If I am going to be staying in the hotel for more than 1 or 2 days, I’m hitting the local grocery or wine shop for a couple of cheap bottles (or even a box). This way I can have a quick lubricant before the networking event and also enough to keep me set for after the evening events. I tell myself that if I keep wine in the room for later, then I have no excuse to drink more than I should at the business dinner. I tell myself if I can be one of those people that has ONE sophisticated glass of wine at dinner, or one martini and then switch to Perrier, I’ll not only knock their socks off with our pitch but I’ll also be demonstrating will power, responsibility, restraint and all of the things I think of and envy in those people that can just have one. Nobody has to know that I had a serving or two before I left the hotel and plan to have more later.

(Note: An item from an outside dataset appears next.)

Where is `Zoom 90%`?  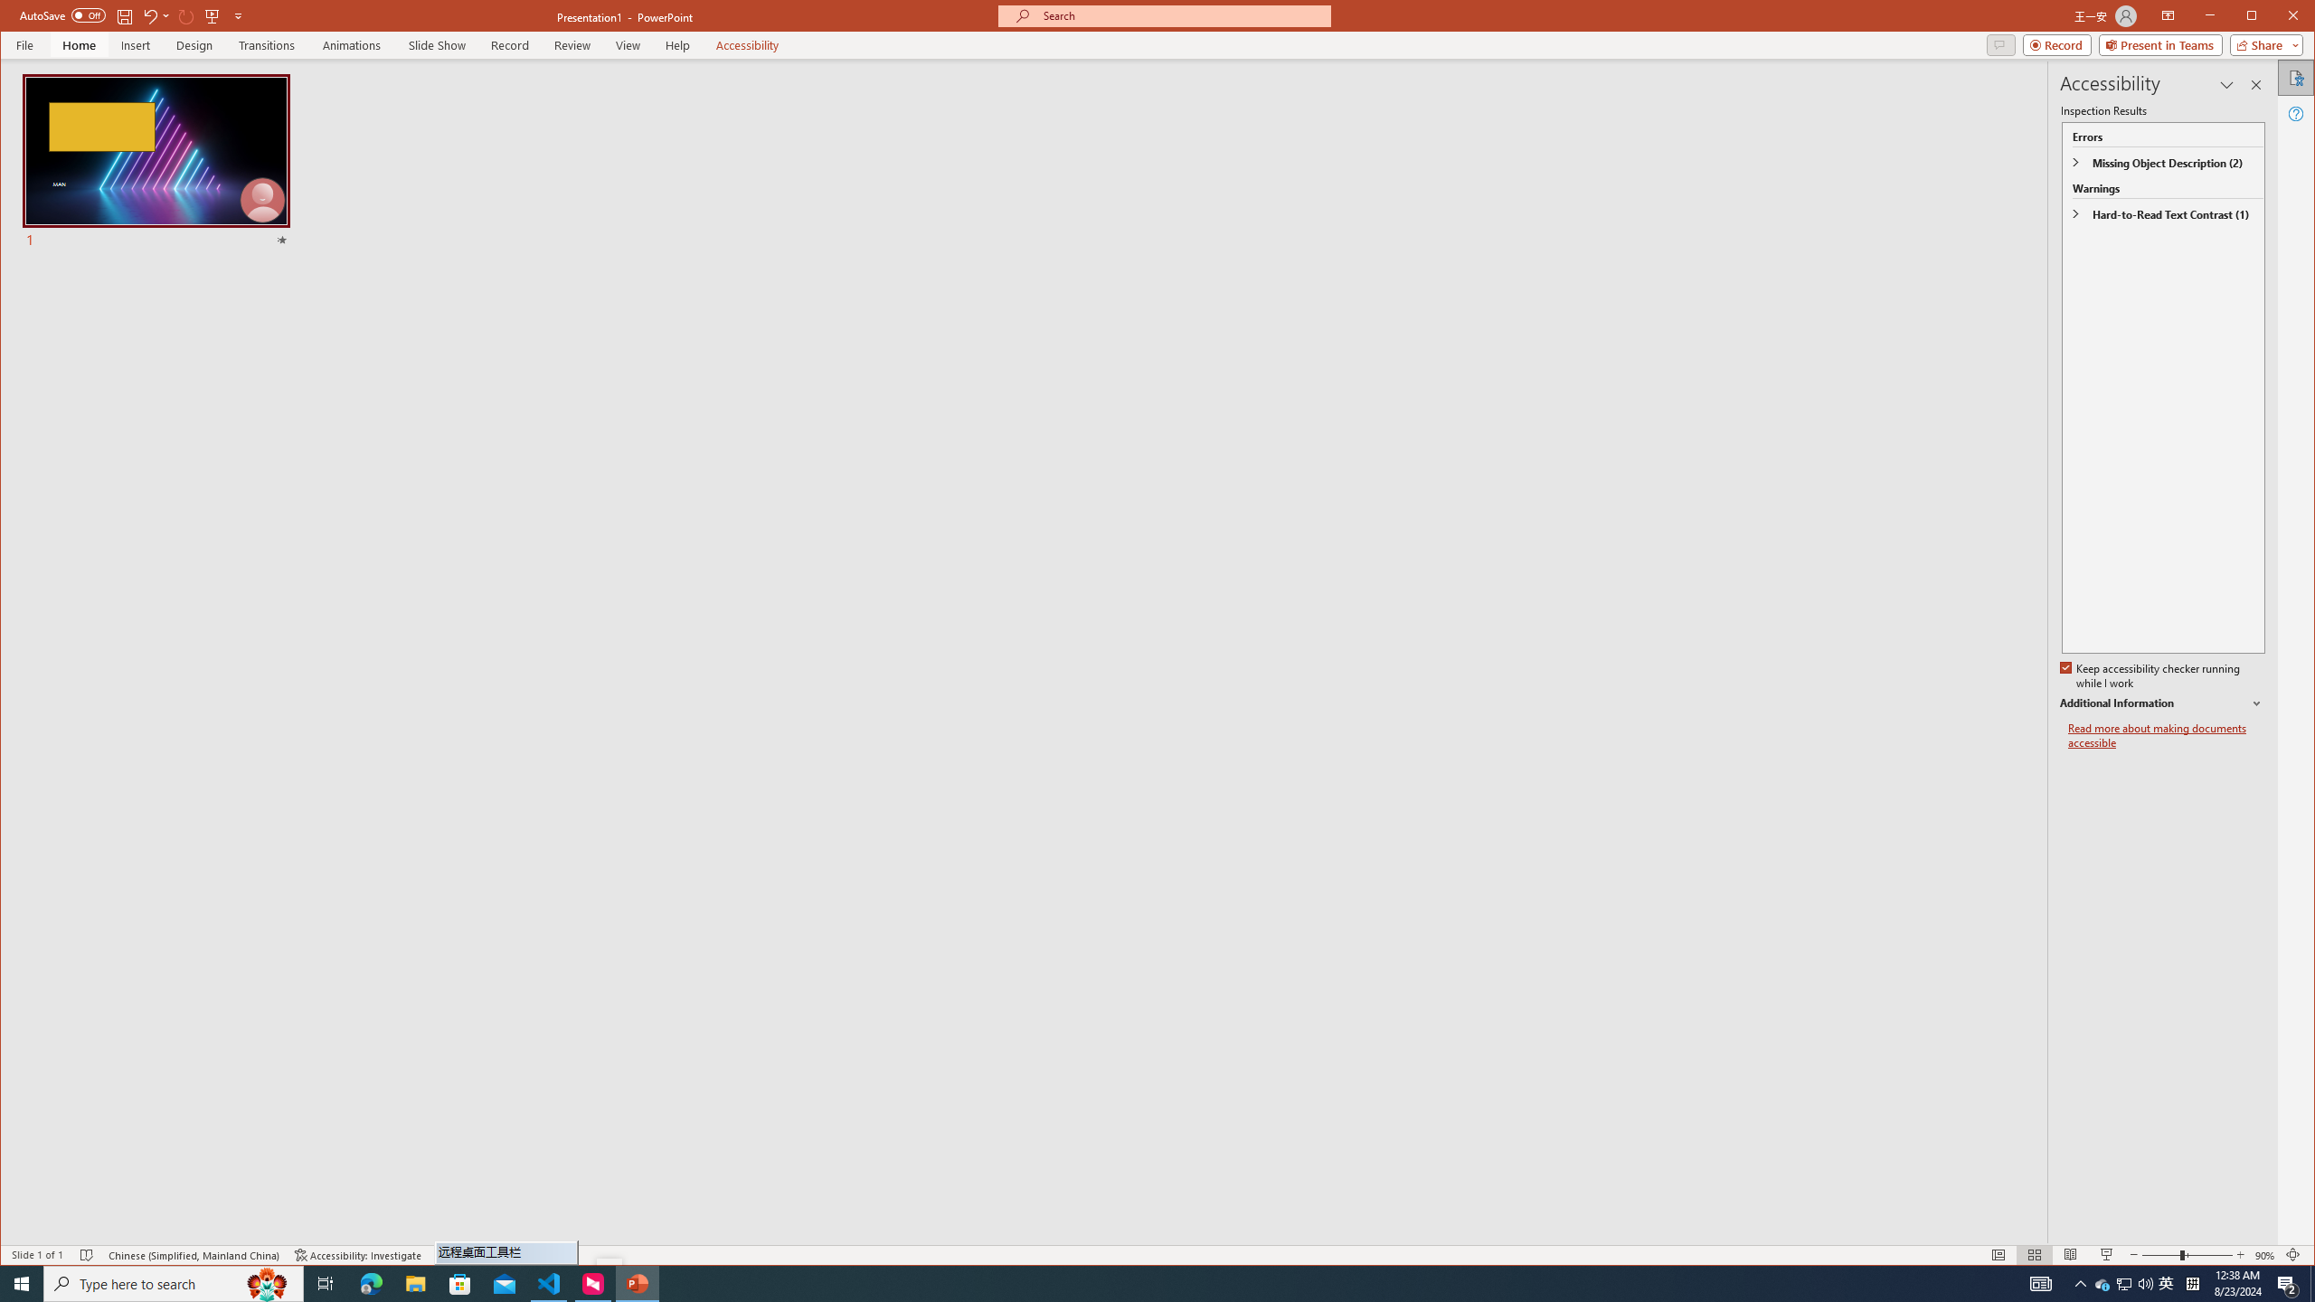 Zoom 90% is located at coordinates (2264, 1255).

Nobody needs to know that but me.

 

BUT, as you might imagine, I’m still not able to stick to just one, despite my well thought out plan (insert eye roll here). I would like to say that I never REALLY made an assof myself, but you know, I’d be lying because honestly I have no idea. I can’t imagine I got smarter as I slowed my brian function, and I sure as hell don’t get prettier when my nose fares up and turns bright red…. Sure I may feel like I look better or speak more wittily, but really I don’t think that’s physically possible.

 

The night either ends at dinner or a couple of us fun ones decide to grab a couple more at the lobby bar. By this time I have missed my window to call home and wish my babies and husband sweet dreams. He has texted me several times but I have missed them all…. I know that he will be upset but its as though 3 hours has flown by and I excuse my behavior because I’m just a working mom trying to make it in a man’s world. I know before the night has even started that this is how it will play out – and the shame of my recklessness and repeated patterns of behavior changes nothing despite the pain and shame I feel in abandoning my family (even for just a few hours) just to get my fix.

 

By the time I make it back to the room, I’m ravenous and tired and drunk. I think nothing of eating the $5 snickers and $15 peanuts and $8 chips from the mini bar. Then the guilt finger goes down my throat. It serves multiple purposes: I can erase the calories I just inhaled; it can get rid of the last few drinks that I downed; it can lessen the hangover I’ll feel tomorrow. BUT the real reason that drives me…. Or at least the real rewards, is the cleansing feeling that washes over me after I have purged and punished myself for what I have done - the physical act of releasing what I have put in it in such a manner that physically exhausts me to the point of collapse is not simply ritualistic, it has come to feel sacred. I vomit, rinse my mouth, and pass out. The next morning I deal with the consequences. I vow that today will be different. Wash, rinse, repeat. Its never different.

 

So, this time, I get to the hotel, walk past the bar and straight up to the room. I catch up on emails, then fill myself with nervous energy… do I take a nap? No. Go to the gym? Yes! So back to the room, shower, get ready for dinner.

 

To my surprise, at dinner I am not awkward, I’m not shy, I’m pretty witty and I’m completely sober. I overeat a bit (according to my standards which, I concede, are grossly unrealistic and have been designed to account for an inordinate number of liquid calories consumed on a daily basis). This part of the business trip, which I was really dreading, is actually pretty easy – probably because of the fantastic company at this particular dinner.

 

This type of routine took place in three different cities, in three different hotels, in three different airports, and on five different flights over the course of 4 days. I am exhausted.